Fortunately, stopgap solutions emerged. The first were Voice over IP positioning centers (VPCs). These networks are able to collect and store employee location data uploaded to them by corporate networks, which they can then provide to 911 call centers across the United States and Canada on demand.

Each VPC is 100 percent dependent upon the enterprise to provide it with accurate information. Fortunately, the intelligent networks deployed in most enterprise offices today do a good job of tracking the location of employees and their devices. They accomplish this by segmenting users into three different groups–heavy travelers, remote teleworkers, and in-office employees. Each of these groups is tracked by segmenting IP addresses, tracking virtual LANs, and other industry standard discovery techniques.
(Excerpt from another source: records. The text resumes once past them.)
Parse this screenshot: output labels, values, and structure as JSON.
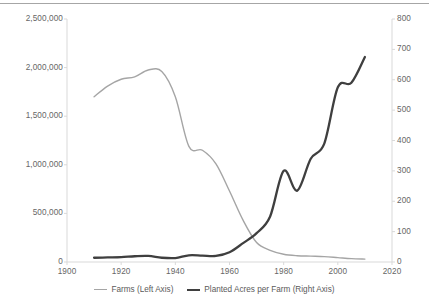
{
  "chart_data": {
    "type": "line",
    "title": "",
    "xlabel": "",
    "ylabel": "",
    "grid": false,
    "legend_position": "bottom",
    "x": [
      1910,
      1915,
      1920,
      1925,
      1930,
      1935,
      1940,
      1945,
      1950,
      1955,
      1960,
      1965,
      1970,
      1975,
      1980,
      1985,
      1990,
      1995,
      2000,
      2005,
      2010
    ],
    "xlim": [
      1900,
      2020
    ],
    "xticks": [
      "1900",
      "1920",
      "1940",
      "1960",
      "1980",
      "2000",
      "2020"
    ],
    "xtick_values": [
      1900,
      1920,
      1940,
      1960,
      1980,
      2000,
      2020
    ],
    "axes": [
      {
        "id": "left",
        "name": "Farms (Left Axis)",
        "ylim": [
          0,
          2500000
        ],
        "yticks": [
          "0",
          "500,000",
          "1,000,000",
          "1,500,000",
          "2,000,000",
          "2,500,000"
        ],
        "ytick_values": [
          0,
          500000,
          1000000,
          1500000,
          2000000,
          2500000
        ],
        "color": "#a5a5a5"
      },
      {
        "id": "right",
        "name": "Planted Acres per Farm (Right Axis)",
        "ylim": [
          0,
          800
        ],
        "yticks": [
          "0",
          "100",
          "200",
          "300",
          "400",
          "500",
          "600",
          "700",
          "800"
        ],
        "ytick_values": [
          0,
          100,
          200,
          300,
          400,
          500,
          600,
          700,
          800
        ],
        "color": "#3f3f3f"
      }
    ],
    "series": [
      {
        "name": "Farms (Left Axis)",
        "axis": "left",
        "color": "#a5a5a5",
        "line_width": 1.4,
        "values": [
          1700000,
          1810000,
          1880000,
          1905000,
          1975000,
          1960000,
          1700000,
          1190000,
          1150000,
          1010000,
          730000,
          430000,
          200000,
          120000,
          80000,
          65000,
          60000,
          55000,
          45000,
          35000,
          30000
        ]
      },
      {
        "name": "Planted Acres per Farm (Right Axis)",
        "axis": "right",
        "color": "#3f3f3f",
        "line_width": 2.3,
        "values": [
          14,
          15,
          16,
          19,
          20,
          14,
          13,
          22,
          21,
          20,
          32,
          62,
          95,
          150,
          300,
          235,
          340,
          390,
          575,
          590,
          675
        ]
      }
    ],
    "annotations": {
      "crossover_year": 1964,
      "crossover_farms": 200000,
      "crossover_acres": 64
    }
  },
  "legend": {
    "items": [
      {
        "label": "Farms (Left Axis)",
        "color": "#a5a5a5",
        "style": "thin"
      },
      {
        "label": "Planted Acres per Farm (Right Axis)",
        "color": "#3f3f3f",
        "style": "thick"
      }
    ]
  }
}
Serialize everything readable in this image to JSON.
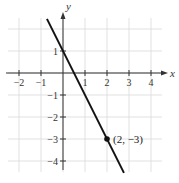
{
  "chart_data": {
    "type": "line",
    "title": "",
    "xlabel": "x",
    "ylabel": "y",
    "xlim": [
      -2.5,
      4.5
    ],
    "ylim": [
      -4.5,
      2.5
    ],
    "grid": true,
    "x_ticks": [
      -2,
      -1,
      1,
      2,
      3,
      4
    ],
    "y_ticks": [
      1,
      -1,
      -2,
      -3,
      -4
    ],
    "x_tick_labels": [
      "−2",
      "−1",
      "1",
      "2",
      "3",
      "4"
    ],
    "y_tick_labels": [
      "1",
      "−1",
      "−2",
      "−3",
      "−4"
    ],
    "series": [
      {
        "name": "y = -2x + 1",
        "x": [
          -0.73,
          2.77
        ],
        "y": [
          2.46,
          -4.54
        ]
      }
    ],
    "points": [
      {
        "x": 2,
        "y": -3,
        "label": "(2, −3)"
      }
    ]
  },
  "colors": {
    "grid": "#d9d9d9",
    "axis": "#333333",
    "line": "#111111",
    "background": "#ffffff"
  }
}
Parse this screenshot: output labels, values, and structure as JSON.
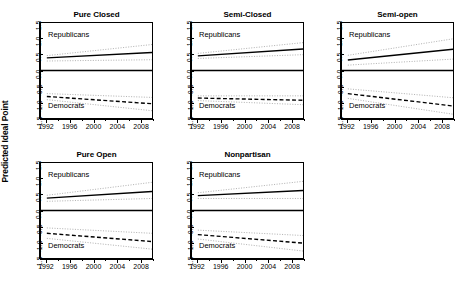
{
  "figure": {
    "ylabel": "Predicted Ideal Point",
    "annotation_republicans": "Republicans",
    "annotation_democrats": "Democrats"
  },
  "axes": {
    "ytick_labels": [
      "-1.5",
      "-1.0",
      "-0.5",
      "0.0",
      "0.5",
      "1.0",
      "1.5"
    ],
    "ytick_values": [
      -1.5,
      -1.0,
      -0.5,
      0.0,
      0.5,
      1.0,
      1.5
    ],
    "xtick_labels": [
      "1992",
      "1996",
      "2000",
      "2004",
      "2008"
    ],
    "xtick_values": [
      1992,
      1996,
      2000,
      2004,
      2008
    ],
    "xlim": [
      1991,
      2010
    ],
    "ylim": [
      -1.5,
      1.5
    ]
  },
  "colors": {
    "line": "#000000",
    "ci": "#b4b4b4",
    "zero_line": "#000000",
    "frame": "#000000",
    "background": "#ffffff"
  },
  "chart_data": {
    "type": "line",
    "title": "",
    "xlabel": "",
    "ylabel": "Predicted Ideal Point",
    "xlim": [
      1991,
      2010
    ],
    "ylim": [
      -1.5,
      1.5
    ],
    "grid": false,
    "legend_position": "none",
    "x": [
      1992,
      2010
    ],
    "panels": [
      {
        "title": "Pure Closed",
        "row": 0,
        "col": 0,
        "series": [
          {
            "name": "Republicans",
            "style": "solid",
            "values": [
              0.4,
              0.57
            ]
          },
          {
            "name": "Republicans CI upper",
            "style": "dotted",
            "values": [
              0.47,
              0.82
            ]
          },
          {
            "name": "Republicans CI lower",
            "style": "dotted",
            "values": [
              0.3,
              0.34
            ]
          },
          {
            "name": "Democrats",
            "style": "dashed",
            "values": [
              -0.82,
              -1.05
            ]
          },
          {
            "name": "Democrats CI upper",
            "style": "dotted",
            "values": [
              -0.73,
              -0.85
            ]
          },
          {
            "name": "Democrats CI lower",
            "style": "dotted",
            "values": [
              -0.92,
              -1.27
            ]
          }
        ]
      },
      {
        "title": "Semi-Closed",
        "row": 0,
        "col": 1,
        "series": [
          {
            "name": "Republicans",
            "style": "solid",
            "values": [
              0.46,
              0.68
            ]
          },
          {
            "name": "Republicans CI upper",
            "style": "dotted",
            "values": [
              0.54,
              0.88
            ]
          },
          {
            "name": "Republicans CI lower",
            "style": "dotted",
            "values": [
              0.38,
              0.5
            ]
          },
          {
            "name": "Democrats",
            "style": "dashed",
            "values": [
              -0.87,
              -0.94
            ]
          },
          {
            "name": "Democrats CI upper",
            "style": "dotted",
            "values": [
              -0.8,
              -0.8
            ]
          },
          {
            "name": "Democrats CI lower",
            "style": "dotted",
            "values": [
              -0.95,
              -1.08
            ]
          }
        ]
      },
      {
        "title": "Semi-open",
        "row": 0,
        "col": 2,
        "series": [
          {
            "name": "Republicans",
            "style": "solid",
            "values": [
              0.33,
              0.67
            ]
          },
          {
            "name": "Republicans CI upper",
            "style": "dotted",
            "values": [
              0.48,
              1.0
            ]
          },
          {
            "name": "Republicans CI lower",
            "style": "dotted",
            "values": [
              0.17,
              0.36
            ]
          },
          {
            "name": "Democrats",
            "style": "dashed",
            "values": [
              -0.73,
              -1.12
            ]
          },
          {
            "name": "Democrats CI upper",
            "style": "dotted",
            "values": [
              -0.58,
              -0.86
            ]
          },
          {
            "name": "Democrats CI lower",
            "style": "dotted",
            "values": [
              -0.88,
              -1.38
            ]
          }
        ]
      },
      {
        "title": "Pure Open",
        "row": 1,
        "col": 0,
        "series": [
          {
            "name": "Republicans",
            "style": "solid",
            "values": [
              0.39,
              0.6
            ]
          },
          {
            "name": "Republicans CI upper",
            "style": "dotted",
            "values": [
              0.48,
              0.89
            ]
          },
          {
            "name": "Republicans CI lower",
            "style": "dotted",
            "values": [
              0.29,
              0.38
            ]
          },
          {
            "name": "Democrats",
            "style": "dashed",
            "values": [
              -0.72,
              -0.98
            ]
          },
          {
            "name": "Democrats CI upper",
            "style": "dotted",
            "values": [
              -0.55,
              -0.72
            ]
          },
          {
            "name": "Democrats CI lower",
            "style": "dotted",
            "values": [
              -0.88,
              -1.22
            ]
          }
        ]
      },
      {
        "title": "Nonpartisan",
        "row": 1,
        "col": 1,
        "series": [
          {
            "name": "Republicans",
            "style": "solid",
            "values": [
              0.47,
              0.63
            ]
          },
          {
            "name": "Republicans CI upper",
            "style": "dotted",
            "values": [
              0.56,
              0.92
            ]
          },
          {
            "name": "Republicans CI lower",
            "style": "dotted",
            "values": [
              0.38,
              0.38
            ]
          },
          {
            "name": "Democrats",
            "style": "dashed",
            "values": [
              -0.76,
              -1.03
            ]
          },
          {
            "name": "Democrats CI upper",
            "style": "dotted",
            "values": [
              -0.62,
              -0.79
            ]
          },
          {
            "name": "Democrats CI lower",
            "style": "dotted",
            "values": [
              -0.9,
              -1.28
            ]
          }
        ]
      }
    ]
  }
}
All of that real-time data is correlated by the enterprise and then uploaded to the VPC as location data to be presented to the PSAP.

Even better would be if enterprises published real-time location data on their employees to a DMZ (i.e., semi-open) portion of their networks from which agencies or public safety data aggregators such as Smart911 could then download and deliver data to the PSAP. A rising number of 911 call centers are adding data from Smart911, which holds the safety profiles (health records, allergies, drug risks) of a fast-increasing number of consumers. That way, emergency responders can have all of this useful data when responding to an emergency.

Next-Generation 911 

So what’s lacking? Primarily, that E911 remains an analog, voice-only- based network. That means all of the data that we’d like emergency dispatchers to have available must either be transmitted separately over the Internet, which has its own issues (latency, security, etc.), or downloaded from data sources that are often not accurate or up-to-date.

The ultimate fix for this is a new, next-generation 911 network. Its foundation is a modern, secure IP-based network called the Emergency Services IP network (ESInet). This would be an intelligent highway for data to flow directly between all relevant parties: callers, carriers, emergency dispatchers, etc.

By essentially creating a public safety-specific, redundant private network unifying voice and data, the ESInet will cut out the middleman (Internet) and provide a direct, more reliable route for this key 911 data to get to emergency service providers at the same time callers are on the phone.

After years of debate, the professional association most closely associated with 911, NENA, released in June 2011 a document making the ESInet the foundation of its proposed next-generation i3 network. All of the major parties are building to that standard today and collaborating on tests. Europe has also ratified the proposal around its next-generation emergency network, called NG112 LTD (Long Term Definition), which uses a technical foundation very similar to the NENA i3 standard as well as an ESInet framework.

The FCC, Department of Homeland Security (DHS), and the Executive Office of the President (EOP) have all committed to funding and building the ESInet in the U.S. But it will take both time and additional funding to deliver this end-state vision. Yet, the problem exists, and needs a solution, today.